UNIVERSITY PARK, Pa. — “My mom has always described me as a freight train,” said Katie Nixon, a 2019 Penn State bachelor of fine arts in acting graduate. “I guess I do have a little bit of gusto.”
That “gusto” has helped propel Nixon to success just two years after graduating from Penn State. Her one-woman musical, “52 Pickup,” premieres in New York City on Tuesday, Nov. 16, in NY Winterfest, part of the New York Theater Festival. Performances also will take place on Nov. 17 and 20.
Nixon wrote “52 Pickup,” a musical about coping with trauma, while a student and workshopped it at Penn State before taking it on tour to festivals in Canada and Washington, D.C., in addition to performances in her hometown of Erie. Nixon named her piece after the popular card game because it’s about how she tried to pick up the pieces after being sexually assaulted as a teen.
Nixon received a Penn State Student Engagement Network Grant that supported her development of the play.
“Within the B.F.A. Acting program, we did a lot of devised performance; we were creating stuff all the time,” she explained. “I was already writing a lot of theater about the trauma I had experienced, so I really had a lot of the play written before I got the grant.”
She said she was inspired by the performances by women she saw while studying abroad in London.
“I had a teacher who once said, ‘There is always something radical and life-changing when a woman steps on stage and says her piece, especially after she has been silent for so long.’ I really identified with that,” Nixon said.
While “52 Pickup” is a one-woman show, Nixon said she could not have brought it to fruition without the assistance of her classmates and Penn State faculty, including fellow student Brendan Berndt, who served as director of the performance at Penn State, and School of Theatre faculty members including Steven Snyder, Erik Raymond Johnson, Elisha Clark Halpin, Megan Moore, Kikora Franklin and Wendell Franklin. She also credits her voice coach, School of Music faculty member Katie Travis.
“I am a big collaborator. I was running the script by friends, and by dramaturgs I had met when I was part of the Apprentice Program at Shakespeare Theatre of New Jersey,” Nixon explained. “The play would not be what it is today without them. They would tell me what they were getting out of a particular scene, and ask if that was what I wanted to communicate.”
Communicating about the trauma she experienced as a young teen continues to be emotional for Nixon, but she said it’s “so in my body.”
“We created a character that’s Katie at 14, and Katie in college — so it is a bit separated from who I am today,” Nixon explained. “It does feel like I’m acting a character.”
Nixon said the responses to the show have been overwhelming.
“People of all genders have come up to me and said thank you for saying out loud what they have been unable to say yet,” she noted. “It’s about the coping process in general — how do we start dating again, how do we interview for jobs, how do we live our lives. I want people to realize there should be a lot of joy in just showing up.”
Nixon is currently turning the musical into a screenplay in collaboration with Charity Farrell, owner and artistic director of Virtual Venue Theatricals. They are seeking funding so they can produce the screenplay and tour it to film festivals.
For more on Katie Nixon, visit her website: katienixon.net.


Aim of the task: From first line to last, give the material again unchanged.

*** Data for processing ***

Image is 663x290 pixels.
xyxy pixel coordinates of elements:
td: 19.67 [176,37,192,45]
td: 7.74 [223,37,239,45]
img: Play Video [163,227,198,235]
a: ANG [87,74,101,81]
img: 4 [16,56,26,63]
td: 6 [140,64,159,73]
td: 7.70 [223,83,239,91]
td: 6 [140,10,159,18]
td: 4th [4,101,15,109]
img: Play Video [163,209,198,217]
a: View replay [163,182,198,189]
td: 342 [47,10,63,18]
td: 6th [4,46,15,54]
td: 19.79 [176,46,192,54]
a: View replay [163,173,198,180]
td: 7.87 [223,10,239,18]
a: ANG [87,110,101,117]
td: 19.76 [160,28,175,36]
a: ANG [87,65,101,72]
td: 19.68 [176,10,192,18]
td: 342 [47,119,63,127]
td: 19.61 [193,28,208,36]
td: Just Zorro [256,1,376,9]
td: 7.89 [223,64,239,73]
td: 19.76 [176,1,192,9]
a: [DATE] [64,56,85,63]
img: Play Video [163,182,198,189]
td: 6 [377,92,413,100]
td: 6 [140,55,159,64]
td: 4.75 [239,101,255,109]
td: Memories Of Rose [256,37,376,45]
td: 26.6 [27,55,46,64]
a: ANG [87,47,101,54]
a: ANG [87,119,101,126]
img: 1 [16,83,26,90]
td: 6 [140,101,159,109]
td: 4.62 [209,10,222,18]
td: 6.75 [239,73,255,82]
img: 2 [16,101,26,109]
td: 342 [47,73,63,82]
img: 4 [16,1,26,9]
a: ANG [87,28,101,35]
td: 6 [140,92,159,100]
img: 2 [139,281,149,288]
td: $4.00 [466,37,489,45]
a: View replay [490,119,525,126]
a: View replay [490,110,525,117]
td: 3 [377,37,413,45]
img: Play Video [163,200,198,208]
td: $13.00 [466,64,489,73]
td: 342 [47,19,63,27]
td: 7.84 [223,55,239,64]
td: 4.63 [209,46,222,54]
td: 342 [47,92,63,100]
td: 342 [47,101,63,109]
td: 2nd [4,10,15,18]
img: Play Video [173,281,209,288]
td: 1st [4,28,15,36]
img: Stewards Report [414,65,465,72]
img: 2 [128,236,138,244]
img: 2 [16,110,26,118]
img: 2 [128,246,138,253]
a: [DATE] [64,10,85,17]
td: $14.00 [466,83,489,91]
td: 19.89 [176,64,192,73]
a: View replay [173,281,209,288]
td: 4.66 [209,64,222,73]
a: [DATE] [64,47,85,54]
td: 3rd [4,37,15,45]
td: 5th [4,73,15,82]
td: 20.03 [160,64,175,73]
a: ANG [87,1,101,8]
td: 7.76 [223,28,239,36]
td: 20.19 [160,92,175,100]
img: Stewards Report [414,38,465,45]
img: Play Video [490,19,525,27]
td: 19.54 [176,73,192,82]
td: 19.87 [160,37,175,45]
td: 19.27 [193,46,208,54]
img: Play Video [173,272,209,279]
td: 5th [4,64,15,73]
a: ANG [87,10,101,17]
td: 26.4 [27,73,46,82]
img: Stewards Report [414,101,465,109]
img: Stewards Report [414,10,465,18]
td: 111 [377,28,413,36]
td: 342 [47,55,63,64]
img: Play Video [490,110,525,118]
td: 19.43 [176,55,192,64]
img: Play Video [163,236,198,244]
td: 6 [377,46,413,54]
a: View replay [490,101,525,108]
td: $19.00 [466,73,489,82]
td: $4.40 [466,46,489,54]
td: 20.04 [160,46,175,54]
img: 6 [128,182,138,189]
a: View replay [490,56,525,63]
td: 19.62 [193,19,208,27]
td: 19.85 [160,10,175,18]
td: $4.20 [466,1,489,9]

***

Solution for this task:
Image is 663x290 pixels.
xyxy pixel coordinates of elements:
td: 19.67 [176,37,192,45]
td: 7.74 [223,37,239,45]
img: Play Video [163,227,198,235]
a: ANG [87,74,101,81]
img: 4 [16,56,26,63]
td: 6 [140,64,159,73]
td: 7.70 [223,83,239,91]
td: 6 [140,10,159,18]
td: 4th [4,101,15,109]
img: Play Video [163,209,198,217]
a: View replay [163,182,198,189]
td: 342 [47,10,63,18]
td: 6th [4,46,15,54]
td: 19.79 [176,46,192,54]
a: View replay [163,173,198,180]
td: 7.87 [223,10,239,18]
a: ANG [87,110,101,117]
td: 19.76 [160,28,175,36]
a: ANG [87,65,101,72]
td: 19.68 [176,10,192,18]
td: 342 [47,119,63,127]
td: 19.61 [193,28,208,36]
td: Just Zorro [256,1,376,9]
td: 7.89 [223,64,239,73]
td: 19.76 [176,1,192,9]
a: [DATE] [64,56,85,63]
img: Play Video [163,182,198,189]
td: 6 [377,92,413,100]
td: 6 [140,55,159,64]
td: 4.75 [239,101,255,109]
td: Memories Of Rose [256,37,376,45]
td: 26.6 [27,55,46,64]
a: ANG [87,47,101,54]
a: ANG [87,119,101,126]
img: 1 [16,83,26,90]
td: 6 [140,101,159,109]
td: 4.62 [209,10,222,18]
td: 6.75 [239,73,255,82]
img: 2 [16,101,26,109]
td: 342 [47,73,63,82]
img: 4 [16,1,26,9]
a: ANG [87,28,101,35]
td: 6 [140,92,159,100]
img: 2 [139,281,149,288]
td: $4.00 [466,37,489,45]
a: View replay [490,119,525,126]
a: View replay [490,110,525,117]
td: 3 [377,37,413,45]
img: Play Video [163,200,198,208]
td: $13.00 [466,64,489,73]
td: 342 [47,19,63,27]
td: 7.84 [223,55,239,64]
td: 4.63 [209,46,222,54]
td: 342 [47,92,63,100]
td: 342 [47,101,63,109]
td: 2nd [4,10,15,18]
img: Play Video [173,281,209,288]
td: 1st [4,28,15,36]
img: Stewards Report [414,65,465,72]
img: 2 [128,236,138,244]
img: 2 [16,110,26,118]
img: 2 [128,246,138,253]
a: [DATE] [64,10,85,17]
td: $14.00 [466,83,489,91]
td: 19.89 [176,64,192,73]
a: View replay [173,281,209,288]
td: 4.66 [209,64,222,73]
a: [DATE] [64,47,85,54]
td: 3rd [4,37,15,45]
td: 5th [4,73,15,82]
td: 20.03 [160,64,175,73]
a: ANG [87,1,101,8]
td: 7.76 [223,28,239,36]
td: 20.19 [160,92,175,100]
img: Stewards Report [414,38,465,45]
img: Play Video [490,19,525,27]
td: 19.54 [176,73,192,82]
td: 19.87 [160,37,175,45]
td: 19.27 [193,46,208,54]
img: Play Video [173,272,209,279]
td: 5th [4,64,15,73]
a: ANG [87,10,101,17]
td: 26.4 [27,73,46,82]
img: Stewards Report [414,101,465,109]
img: Stewards Report [414,10,465,18]
td: 111 [377,28,413,36]
td: 342 [47,55,63,64]
img: Play Video [490,110,525,118]
td: 19.43 [176,55,192,64]
img: Play Video [163,236,198,244]
td: 6 [377,46,413,54]
a: View replay [490,101,525,108]
td: $19.00 [466,73,489,82]
td: $4.40 [466,46,489,54]
td: 20.04 [160,46,175,54]
img: 6 [128,182,138,189]
a: View replay [490,56,525,63]
td: 19.62 [193,19,208,27]
td: 19.85 [160,10,175,18]
td: $4.20 [466,1,489,9]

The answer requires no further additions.